A. Khalifa Hifter was a military commander in Gadhafi’s government who defected in the 1980s and long lived in northern Virginia, where he claims to have worked for the CIA. He returned to Libya in 2011 and was reportedly expected to head the creation of a new army after Gadhafi’s fall. That, however, did not happen. He launched Operation Dignity in Benghazi in May last year, targeting Ansar al Shariah and the February 17 Martyr’s Brigade, another militia. He’s since expanded his campaign to western Libya and the oil rich Sirte basin. He’s suspected of harboring presidential ambitions and has ordered the bombing of controversial targets like airports in Misrata and Tripoli used for a mix of civilian and military flights.

Q. How has the violence affected Libyan lives?

The battle for power and assets in Libya stretches from the west of Tripoli to the oil-rich Sirte Basin, to the war-ravaged city of Benghazi, as well as in the southern Sahara, where a proxy battle is being waged in the oasis town of Ubari, near the large Sharara oil field.

Last year the U.N. estimated that 400,000 Libyans had fled their homes, while the unofficial website, Libya Body Count, recorded 2,825 people killed in the fighting. Local medics in Benghazi estimated 600 people were killed in the last three months, and parts of the city are reduced to ruins, with no electricity, running water and little food. Refugees struggle to pay soaring rents in nearby towns.

Since most of Libya’s oil fields, refineries and shipping terminals are now shut down, Libya is now producing an estimated 160,000 barrels per day, down from a 1.6 million peak just after Gadhafi’s fall. With alarmingly dwindling revenues and overseas money reserves tied up, government services are deteriorating, and Libyans clamor for overdue wages in cash-poor banks. There are mounting security threats and the country is cut off from its neighboring countries with closed borders and few international flights. Nearly all diplomatic missions are closed as are almost all of Tripoli’s luxury hotels. Late night explosions and gunfire are common in the capital.
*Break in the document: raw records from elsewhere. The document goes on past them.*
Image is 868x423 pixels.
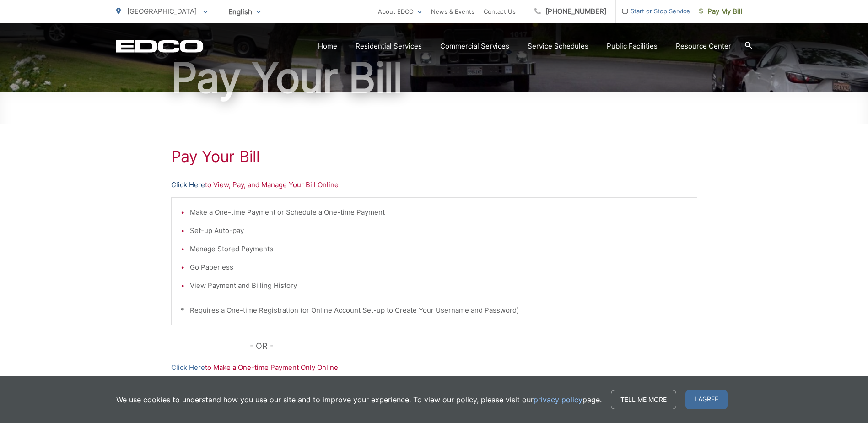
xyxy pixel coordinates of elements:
[484,6,516,17] a: Contact Us
[431,6,474,17] a: News & Events
[171,179,697,191] p: to View, Pay, and Manage Your Bill Online
[249,339,697,353] p: - OR -
[221,4,268,20] span: English
[190,280,687,291] li: View Payment and Billing History
[181,305,687,316] p: * Requires a One-time Registration (or Online Account Set-up to Create Your Username and Password)
[528,40,588,52] a: Service Schedules
[606,40,657,52] a: Public Facilities
[676,40,731,52] a: Resource Center
[171,362,697,373] p: to Make a One-time Payment Only Online
[190,244,687,254] li: Manage Stored Payments
[318,40,337,52] a: Home
[190,262,687,273] li: Go Paperless
[190,207,687,218] li: Make a One-time Payment or Schedule a One-time Payment
[116,55,752,101] h1: Pay Your Bill
[611,390,676,409] a: Tell me more
[171,362,205,373] a: Click Here
[116,40,203,53] a: EDCD logo. Return to the homepage.
[190,225,687,236] li: Set-up Auto-pay
[378,6,422,17] a: About EDCO
[171,179,205,191] a: Click Here
[355,40,422,52] a: Residential Services
[533,394,582,405] a: privacy policy
[699,6,742,17] span: Pay My Bill
[440,40,510,52] a: Commercial Services
[116,394,602,405] p: We use cookies to understand how you use our site and to improve your experience. To view our pol...
[171,147,697,166] h1: Pay Your Bill
[127,7,197,15] span: [GEOGRAPHIC_DATA]
[685,390,728,409] span: I agree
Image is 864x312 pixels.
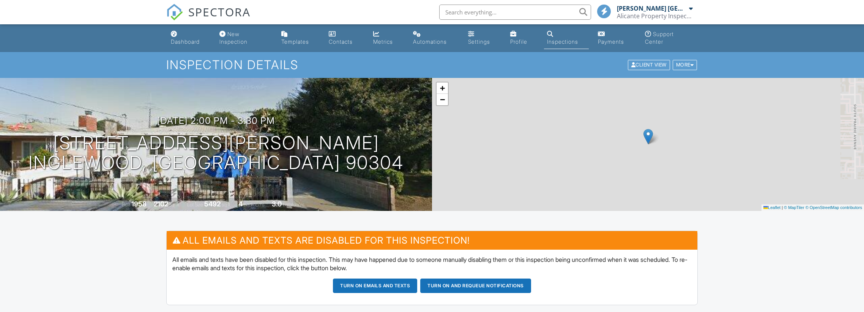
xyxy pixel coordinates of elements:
span: Built [122,202,130,207]
a: Leaflet [764,205,781,210]
a: Client View [627,62,672,67]
div: Inspections [547,38,578,45]
div: [PERSON_NAME] [GEOGRAPHIC_DATA] [617,5,687,12]
a: Contacts [326,27,364,49]
a: Zoom out [437,94,448,105]
a: Metrics [370,27,404,49]
img: The Best Home Inspection Software - Spectora [166,4,183,21]
div: New Inspection [220,31,248,45]
a: Dashboard [168,27,210,49]
span: sq. ft. [169,202,180,207]
a: SPECTORA [166,10,251,26]
h3: [DATE] 2:00 pm - 3:30 pm [157,115,275,126]
div: More [673,60,698,70]
span: − [440,95,445,104]
img: Marker [644,129,653,144]
p: All emails and texts have been disabled for this inspection. This may have happened due to someon... [172,255,692,272]
a: Automations (Basic) [410,27,459,49]
input: Search everything... [439,5,591,20]
a: Settings [465,27,501,49]
div: Support Center [645,31,674,45]
h1: [STREET_ADDRESS][PERSON_NAME] Inglewood, [GEOGRAPHIC_DATA] 90304 [28,133,404,173]
a: © MapTiler [784,205,805,210]
div: Dashboard [171,38,200,45]
a: Templates [278,27,320,49]
a: Company Profile [507,27,539,49]
span: + [440,83,445,93]
div: Automations [413,38,447,45]
span: | [782,205,783,210]
div: 3.0 [272,200,282,208]
span: SPECTORA [188,4,251,20]
div: Payments [598,38,624,45]
div: Settings [468,38,490,45]
button: Turn on emails and texts [333,278,417,293]
div: Contacts [329,38,353,45]
div: 1958 [131,200,147,208]
div: Profile [510,38,528,45]
div: 4 [238,200,243,208]
div: Templates [281,38,309,45]
span: bathrooms [283,202,305,207]
div: Metrics [373,38,393,45]
span: bedrooms [244,202,265,207]
a: Inspections [544,27,589,49]
span: sq.ft. [222,202,231,207]
a: Zoom in [437,82,448,94]
button: Turn on and Requeue Notifications [420,278,531,293]
h1: Inspection Details [166,58,698,71]
div: Alicante Property Inspections Services [617,12,693,20]
h3: All emails and texts are disabled for this inspection! [167,231,698,250]
a: © OpenStreetMap contributors [806,205,862,210]
a: Payments [595,27,636,49]
a: New Inspection [216,27,272,49]
span: Lot Size [187,202,203,207]
a: Support Center [642,27,697,49]
div: 2102 [154,200,168,208]
div: Client View [628,60,670,70]
div: 5492 [204,200,221,208]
Q. What is the regional security fallout?

Libya’s long and porous borders with Egypt, Sudan, Chad, Niger, Algeria, Tunisia and the Mediterranean Sea are barely policed. An estimated 170,000 refugees have landed or were rescued and brought to Italy over the past 14 months. France and the United States have warned that extremist fighters from other nations cross easily into the country to join extremist groups in Derna, Benghazi and Sirte.

Q. How did the Islamic State gain a foothold in Libya?

Fighters with the hardline Shura Council for the Youth of Islam in the eastern town of Derna, who first declared their allegiance to Islamic State Abu Bakr al Baghdadi last October, are the only ones officially recognized as part of the group that rules a third of Iraq and Syria. But Islamic State followers are said to be in Benghazi, and most recently, have taken over buildings in Sirte.

Libya analysts believe young local recruits are shifting to the Islamic State from al Qaida-linked groups such Ansar al Shariah and an older generation of fighters who belonged to Libyan Fighting Group, which fought in Afghanistan and were jailed in large numbers by Gadhafi. The Tripoli government, accused of sponsoring extremism by Operation Dignity, downplays the Islamic State tthreat.

The Islamic State has claimed a January attack on Tripoli’s downtown luxury hotel, the Corinthian, which left 11 dead, the brutal mass beheading of the 21 Egyptian Copts, and most recently, a multi-pronged suicide attack that killed at least 45 people in the town al Qubbah in Libya’s east.